Africa-Press – Namibia. AN international non-governmental organisation, the Society for Threatened Peoples, has penned a statement to the United Nations (UN) criticising the government of Germany for neglecting its legal and moral obligations in the case of the Ovaherero-Nama genocide in Namibia.
According to the NGO, Germany has a duty to the affected communities and that it is legally binding to provide reparations in the aftermath of a genocide in accordance with international law.
The UN Secretary-General, Antonio Guterres, noted that the written statement issued last month was submitted by Society for Threatened Peoples in special consultative status.
The Society for Threatened Peoples argued that in order to achieve justice for the victims of the genocide against the Ovaherero and the Nama people, as well as the Damara and the San by extension, Germany has to be obligated to grant reparation payments to them.
It added that Germany can also be sued by the legal body which is actually responsible for such issues, namely the International Court for Justice in the Hague, should it refuse. Only a Nation-State can file such a case in this matter before the International Court of Justice.
In its statement, the Society for Threatened Peoples further argued that the recent reconciliation agreement between the government of the Federal Republic of Germany and the government of the Republic of Namibia is highly debated by many, foremost the descendants of some of the victims of the 1904-1908 genocide committed by the German empire.
“Whereas the government of the Federal Republic of Germany has finally recognised the happenings deriving from General Lothar von Trotha’s 1904 incitement to extermination as an actual genocide, appropriate reparation payments still lack,” the NGO noted.
Furthermore, it stressed that the government of Germany has up until this point not provided any monetary compensation without attached preconditions, such as social projects.
“The German government has refused to negotiate with the actual descendants of the victims of the genocide, namely the Herero and the Namaqua representatives. The latter tried several times to pressurize the negotiating parties – the German and the Namibian government – to include them without success. This is a violation of the United Nations Declaration on the Rights of Indigenous Peoples (UNDRIP) as the negotiations between the German and the Namibian state government took place without the free prior informed consent (FPIC) of the affected communities who, according to UNDRIP, are entitled to that right,” the Society for Threatened Peoples said.
The Society of Threatened Peoples also pointed out that a party found guilty should provide reparations to the actual victims and is only meant to compensate a state if the according state has already provided reparation to the victims.
The latter has, however, not been the case in Namibia, which implies that a reparation payment to the Namibian state is not adequate in the frame of the genocide from 1904-1908, the NGO argued.
In light of the above, the Society for Threatened Peoples has called upon the UN Human Rights Council to urge the German government to provide appropriate reparation payments which are not linked to any kind of precondition on how the money is to be spent by the actual descendants of the genocide victims.
In addition, the UN has been advised to compel Germany to actively invite the Ovaherero and the Nama representatives to the negotiation table and to ensure their eye-to-eye participation in the negotiation process, as well as send the German Chancellor to Namibia to seriously apologise and ask for forgiveness on Namibian soil in person.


→ **Directions**: Return every line of the records that includes the string "right".

→ **Supplied material**:

=== Section Start ===

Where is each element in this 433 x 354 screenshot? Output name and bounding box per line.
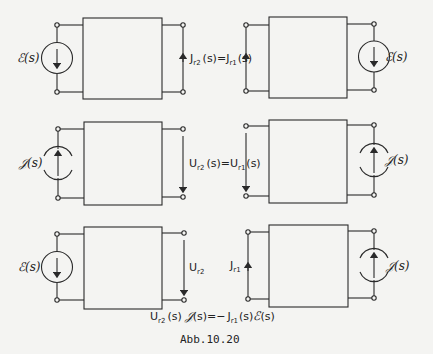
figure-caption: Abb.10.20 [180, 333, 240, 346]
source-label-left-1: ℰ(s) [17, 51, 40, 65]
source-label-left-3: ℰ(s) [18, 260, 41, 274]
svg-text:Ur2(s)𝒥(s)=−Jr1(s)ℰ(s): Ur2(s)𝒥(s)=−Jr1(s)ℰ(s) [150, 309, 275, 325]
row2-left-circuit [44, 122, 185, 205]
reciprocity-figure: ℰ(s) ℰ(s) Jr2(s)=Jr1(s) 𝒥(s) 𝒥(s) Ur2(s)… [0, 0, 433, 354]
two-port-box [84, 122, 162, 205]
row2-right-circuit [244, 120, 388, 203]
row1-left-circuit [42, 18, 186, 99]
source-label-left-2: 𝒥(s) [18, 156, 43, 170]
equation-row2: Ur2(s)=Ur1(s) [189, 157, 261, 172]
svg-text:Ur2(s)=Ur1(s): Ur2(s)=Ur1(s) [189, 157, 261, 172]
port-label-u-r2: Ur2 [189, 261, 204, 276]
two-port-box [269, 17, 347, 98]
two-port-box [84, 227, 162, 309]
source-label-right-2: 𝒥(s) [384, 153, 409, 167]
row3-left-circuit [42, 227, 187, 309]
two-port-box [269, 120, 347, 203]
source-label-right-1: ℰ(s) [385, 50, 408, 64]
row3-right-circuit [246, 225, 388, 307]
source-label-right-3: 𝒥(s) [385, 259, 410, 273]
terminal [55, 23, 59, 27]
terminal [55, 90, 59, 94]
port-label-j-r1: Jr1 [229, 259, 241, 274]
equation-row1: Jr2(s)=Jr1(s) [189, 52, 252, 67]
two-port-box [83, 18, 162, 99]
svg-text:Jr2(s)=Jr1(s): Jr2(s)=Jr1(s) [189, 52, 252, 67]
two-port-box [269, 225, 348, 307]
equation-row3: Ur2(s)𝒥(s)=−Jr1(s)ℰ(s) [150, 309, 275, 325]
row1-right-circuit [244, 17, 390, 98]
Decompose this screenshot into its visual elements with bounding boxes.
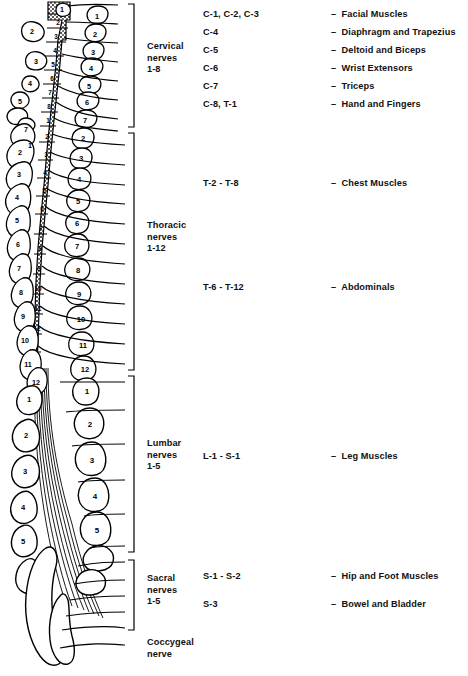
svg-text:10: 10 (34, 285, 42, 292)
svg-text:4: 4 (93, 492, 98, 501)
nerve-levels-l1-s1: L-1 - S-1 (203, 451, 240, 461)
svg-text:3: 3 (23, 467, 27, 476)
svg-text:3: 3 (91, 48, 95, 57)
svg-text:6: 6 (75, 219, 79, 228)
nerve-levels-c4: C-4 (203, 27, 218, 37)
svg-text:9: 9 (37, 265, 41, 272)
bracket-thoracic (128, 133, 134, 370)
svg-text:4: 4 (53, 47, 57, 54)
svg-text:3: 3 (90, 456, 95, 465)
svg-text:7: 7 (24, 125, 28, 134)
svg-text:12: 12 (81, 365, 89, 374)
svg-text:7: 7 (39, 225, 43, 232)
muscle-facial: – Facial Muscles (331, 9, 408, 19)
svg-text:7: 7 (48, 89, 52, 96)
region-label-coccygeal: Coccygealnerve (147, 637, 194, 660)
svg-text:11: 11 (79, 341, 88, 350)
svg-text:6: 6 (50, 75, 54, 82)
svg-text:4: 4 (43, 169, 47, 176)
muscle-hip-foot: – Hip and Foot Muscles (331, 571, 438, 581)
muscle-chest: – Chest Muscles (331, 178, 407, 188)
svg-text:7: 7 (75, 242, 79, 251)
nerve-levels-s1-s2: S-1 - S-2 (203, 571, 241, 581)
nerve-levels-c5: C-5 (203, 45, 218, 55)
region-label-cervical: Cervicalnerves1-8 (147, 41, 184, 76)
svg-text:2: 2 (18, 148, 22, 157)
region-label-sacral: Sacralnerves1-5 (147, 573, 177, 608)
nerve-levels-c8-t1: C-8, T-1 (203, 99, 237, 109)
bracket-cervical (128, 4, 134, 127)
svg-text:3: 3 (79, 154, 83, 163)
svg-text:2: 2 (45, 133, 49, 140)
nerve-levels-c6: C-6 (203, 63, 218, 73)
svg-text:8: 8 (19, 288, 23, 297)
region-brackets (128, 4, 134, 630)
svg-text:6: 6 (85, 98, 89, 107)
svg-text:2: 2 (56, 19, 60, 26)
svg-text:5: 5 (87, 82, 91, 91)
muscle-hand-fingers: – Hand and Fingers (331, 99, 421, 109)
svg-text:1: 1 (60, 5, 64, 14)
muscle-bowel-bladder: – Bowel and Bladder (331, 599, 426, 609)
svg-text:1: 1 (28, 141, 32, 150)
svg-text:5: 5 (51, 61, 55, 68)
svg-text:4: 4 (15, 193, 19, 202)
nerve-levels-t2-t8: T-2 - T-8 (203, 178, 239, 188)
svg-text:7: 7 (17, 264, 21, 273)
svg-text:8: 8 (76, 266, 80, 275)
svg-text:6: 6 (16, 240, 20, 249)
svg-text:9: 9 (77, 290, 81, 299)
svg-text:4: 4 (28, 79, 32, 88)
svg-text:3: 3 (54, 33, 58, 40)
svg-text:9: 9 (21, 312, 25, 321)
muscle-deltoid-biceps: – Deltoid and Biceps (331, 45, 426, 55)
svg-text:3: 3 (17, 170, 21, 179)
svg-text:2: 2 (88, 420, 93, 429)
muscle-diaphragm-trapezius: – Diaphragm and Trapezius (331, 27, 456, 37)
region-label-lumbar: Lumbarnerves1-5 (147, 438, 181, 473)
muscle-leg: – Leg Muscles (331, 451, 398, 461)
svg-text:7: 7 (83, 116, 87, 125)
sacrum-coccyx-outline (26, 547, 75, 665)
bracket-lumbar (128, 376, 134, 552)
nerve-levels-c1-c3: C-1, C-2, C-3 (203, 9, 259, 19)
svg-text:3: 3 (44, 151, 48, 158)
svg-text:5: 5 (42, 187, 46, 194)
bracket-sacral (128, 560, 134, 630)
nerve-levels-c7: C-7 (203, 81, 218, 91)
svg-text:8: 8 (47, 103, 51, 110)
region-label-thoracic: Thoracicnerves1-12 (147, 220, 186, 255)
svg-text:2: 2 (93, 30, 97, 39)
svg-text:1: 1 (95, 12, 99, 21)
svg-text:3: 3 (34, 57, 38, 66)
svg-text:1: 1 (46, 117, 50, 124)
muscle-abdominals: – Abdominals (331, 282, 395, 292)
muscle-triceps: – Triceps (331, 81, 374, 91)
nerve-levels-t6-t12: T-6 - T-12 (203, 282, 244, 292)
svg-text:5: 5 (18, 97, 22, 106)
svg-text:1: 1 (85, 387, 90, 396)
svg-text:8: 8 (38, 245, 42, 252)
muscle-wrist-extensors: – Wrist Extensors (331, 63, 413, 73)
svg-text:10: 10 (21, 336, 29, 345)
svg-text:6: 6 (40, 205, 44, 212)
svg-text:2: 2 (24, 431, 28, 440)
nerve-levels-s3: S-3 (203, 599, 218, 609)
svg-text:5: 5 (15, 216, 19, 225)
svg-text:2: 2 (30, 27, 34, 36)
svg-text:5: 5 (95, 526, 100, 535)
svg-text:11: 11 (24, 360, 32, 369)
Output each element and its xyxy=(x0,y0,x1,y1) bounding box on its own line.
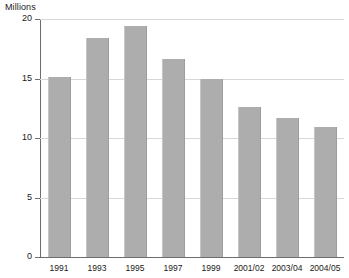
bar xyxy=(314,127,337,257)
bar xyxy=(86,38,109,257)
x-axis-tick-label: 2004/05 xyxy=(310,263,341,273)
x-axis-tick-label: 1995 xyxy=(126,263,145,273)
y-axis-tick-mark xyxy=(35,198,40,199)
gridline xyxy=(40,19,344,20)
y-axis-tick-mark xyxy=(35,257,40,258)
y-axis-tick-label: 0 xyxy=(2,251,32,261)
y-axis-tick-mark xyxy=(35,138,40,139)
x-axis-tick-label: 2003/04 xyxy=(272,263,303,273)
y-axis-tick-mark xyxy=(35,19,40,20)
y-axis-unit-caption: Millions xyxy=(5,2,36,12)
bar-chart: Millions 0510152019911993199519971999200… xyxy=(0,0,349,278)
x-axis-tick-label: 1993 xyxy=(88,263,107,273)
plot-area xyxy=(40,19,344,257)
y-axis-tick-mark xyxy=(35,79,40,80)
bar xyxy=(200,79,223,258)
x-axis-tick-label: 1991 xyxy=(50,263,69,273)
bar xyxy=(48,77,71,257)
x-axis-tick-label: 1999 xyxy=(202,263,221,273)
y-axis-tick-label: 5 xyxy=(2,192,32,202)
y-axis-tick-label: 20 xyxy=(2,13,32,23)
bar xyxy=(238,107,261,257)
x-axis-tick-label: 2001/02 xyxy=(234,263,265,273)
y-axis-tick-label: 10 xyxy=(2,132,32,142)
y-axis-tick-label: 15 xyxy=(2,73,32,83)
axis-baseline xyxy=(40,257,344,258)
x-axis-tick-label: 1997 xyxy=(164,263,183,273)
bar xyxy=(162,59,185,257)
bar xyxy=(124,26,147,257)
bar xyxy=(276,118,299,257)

=== Section End ===

→ **Result of the task**:
row2-right-circuit [244, 120, 388, 203]
source-label-right-2: 𝒥(s) [384, 153, 409, 167]
source-label-right-1: ℰ(s) [385, 50, 408, 64]
row3-right-circuit [246, 225, 388, 307]
source-label-right-3: 𝒥(s) [385, 259, 410, 273]
row1-right-circuit [244, 17, 390, 98]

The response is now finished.